Iran Says Journalist Roxana Saberi Will Be Released
WASHINGTON, DC (March 6, 2009) – Press reports in Iran are quoting an Iranian judicial official who says that American-Iranian journalist Roxana Saberi will be released "in the next few days."
Hassan Haddad, the Tehran deputy prosecutor for security matters, told the Iranian Students News Agency the news of Saberi's upcoming release. He said the government has completed their investigation of the journalist, but would not give a date for her release.
Yesterday in Brussels at a meeting of NATO foreign ministers U.S. Secretary of State Hillary Rodham Clinton asked the Iranian government to release Saberi as soon as possible. The only acceptable outcome, Clinton said, was her immediate release from custody.
At that same meeting Clinton made news by saying that Iran was expected to be invited to a high-level conference on Afghanistan that is likely to be held by the end of this month. Her statement follows up on President Barack Obama's comments not long after his inauguration that America has an interest in once again extending a diplomatic hand toward Iran.
The U.S. State Department does not have diplomatic relations with Iran, and have been working with Iranian officials regarding Saberi by communicating through Swiss diplomats. The U.S. broke off relations with Iran in 1980 after militant Iranian students occupied the U.S. Embassy in 1979 and held 52 Americans hostage for 444 days.

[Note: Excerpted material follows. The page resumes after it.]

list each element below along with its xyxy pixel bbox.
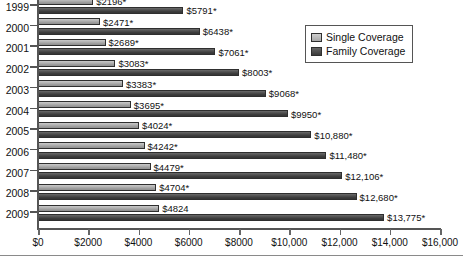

Saberi's father, Reza, in North Dakota said that he first heard today's news when NPR called him and told him about the Web news report from Iran. He said then he read it for himself in Farsi on the Iranian Student News Agency's Web site. His daughter has been reporting for NPR and the BBC during the last six years she's been in Iran.
In 2004 Saberi was a keynote speaker at NPPA's Women In Photojournalism Conference and spoke about her one-woman coverage of news in Iran. Saberi once worked at a television station in Fargo before going on to Iran where she's been working as a journalist while also taking graduate studies.
Earlier in the week Iranian officials said that Saberi has been "engaging in illegal activities" because she has continued to work as a journalist in the country after Iran revoked her press credentials in 2006. They said she was being held on a warrant that was issued by Iran's Revolutionary Court, the nation's judicial body charged with handling state security. Saberi has dual citizenship in Iran and America, and was born in the U.S., and human rights groups say Evin prison is where political prisoners are usually taken.
The notorious Evin prison north of Tehran is where Iranian-Canadian photojournalist Zahra Kazemi died in custody after she was arrested while photographing the relatives of detainees outside the jail. Kazemi died of head injuries sustained while in police custody, a cause of death confirmed by Iranian authorities and yet no one has been charged with any wrongdoing in connection with her death.
When Saberi was a keynote speaker at NPPA's Women In Photojournalism Conference in 2004 her topic was "Photojournalist, Reporter, One Woman Covering It All In Iran."
Saberi is a former Miss Dakota and she was also named "Miss Scholar" in the Miss America pageant in 1997. She is a graduate of Concordia College in Moorhead, MN, the Northwestern University Medill School of Journalism in Evanston, IL, and Cambridge University in Britain.
When Saberi worked in television in North Dakota, NPPA's Mel Stone, retired from KVLY-TV, was her mentor. She also worked as a videojournalist for Belo-Time Warner News 24 in Houston, TX, and Anglia Television in Norwich, England. Saberi was a business intern the Springfield News Leader in Missouri in 1999, a staff writer at the National Journal in Washington, DC, in 1999, and the Washington correspondent for WDAY-TV and WHO-AM radio as well. In 1998 she was a reporter for the Illinois Times and the Illinois Southtown and Daily Herald.